Your Relationship Matters More Than You Think
Physical desire is heavily influenced by emotions. If your relationship is strained, sex will be too. Intimacy in long-term relationships naturally evolves over time, and unresolved conflict, poor communication, or emotional distance can erode desire even when nothing is physically wrong. The dynamic is reciprocal: how one partner behaves affects how the other responds, and negative patterns can become self-reinforcing.
This doesn’t mean something is broken. It means desire in a long-term relationship requires different conditions than it did in the early months. Novelty, emotional connection, feeling appreciated, and having space for vulnerability all feed sexual interest. When those elements fade, desire tends to fade with them. Couples who address communication patterns directly, sometimes with the help of a therapist, often see desire return as the emotional climate improves.
Mental Health and Body Image
Depression and anxiety are among the most reliable predictors of low libido, independent of any medication effects.
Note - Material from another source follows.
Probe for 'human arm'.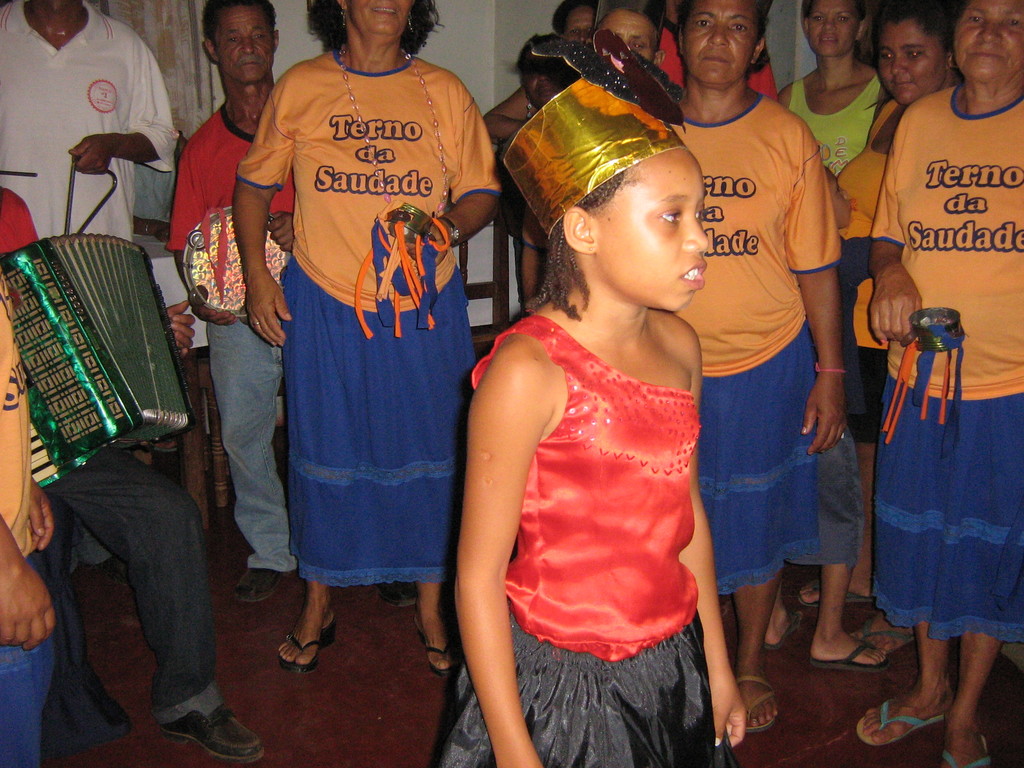
Probe result: 168/297/197/356.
Depression blunts the brain’s reward system broadly, making activities that once felt pleasurable (including sex) feel flat or uninteresting. Anxiety keeps the nervous system in a state of heightened vigilance that competes directly with arousal.
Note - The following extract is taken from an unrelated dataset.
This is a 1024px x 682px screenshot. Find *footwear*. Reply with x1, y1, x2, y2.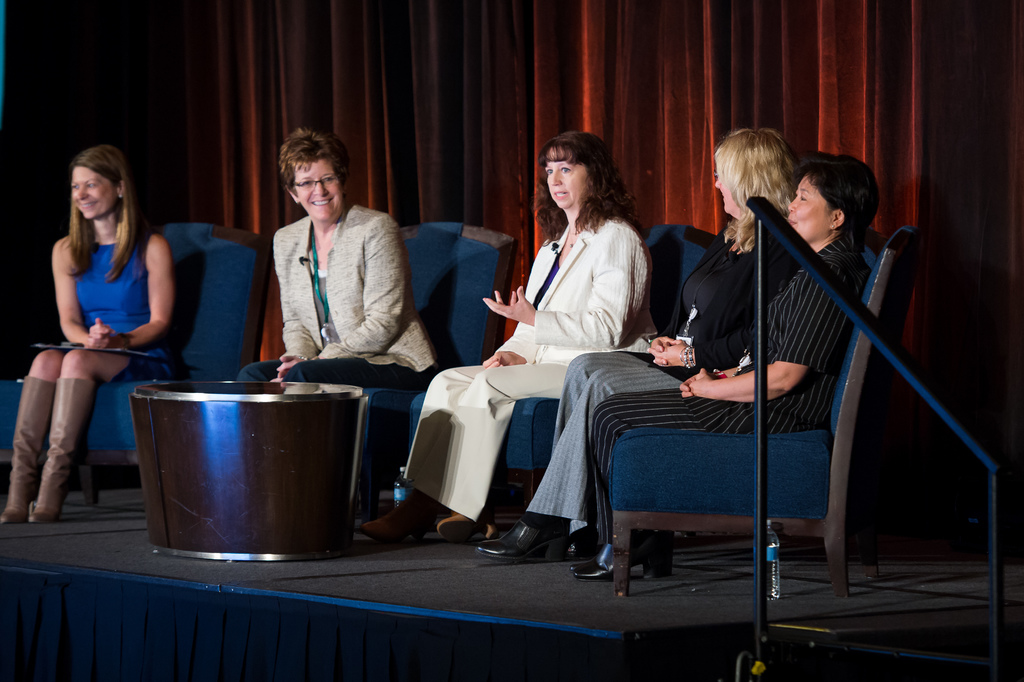
27, 377, 93, 525.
Body image plays a quieter but powerful role. Feeling uncomfortable or self-conscious about your body makes it hard to relax into sexual experiences. This is true across genders, though it’s more frequently studied in women. Weight changes, aging, surgical scars, and postpartum body shifts can all trigger self-consciousness that suppresses desire even when physical health is fine.
How Low Libido Gets Evaluated
If you bring up low sex drive with a doctor, expect a conversation about your medical history, medications, stress levels, sleep, and relationship before any lab work. When blood tests are ordered, the basic screen typically includes testosterone and prolactin. For the most accurate result, testosterone is measured as a “free” level (the amount actually available to your body) from a blood draw taken in the morning, when levels peak.
If testosterone comes back low, follow-up tests can help pinpoint where the problem originates. Levels of luteinizing hormone and follicle-stimulating hormone reveal whether the issue is in the testes or ovaries themselves, or in the brain signals that control them. Thyroid function is commonly checked as well, since both overactive and underactive thyroid can interfere with desire.
Not every case of low libido needs a blood test, though. When the cause is clearly situational (a new medication, a stressful life period, a relationship in conflict, postpartum recovery), addressing that root cause is the more direct path. Many people find their desire rebounds once the circumstances shift, without any medical intervention at all.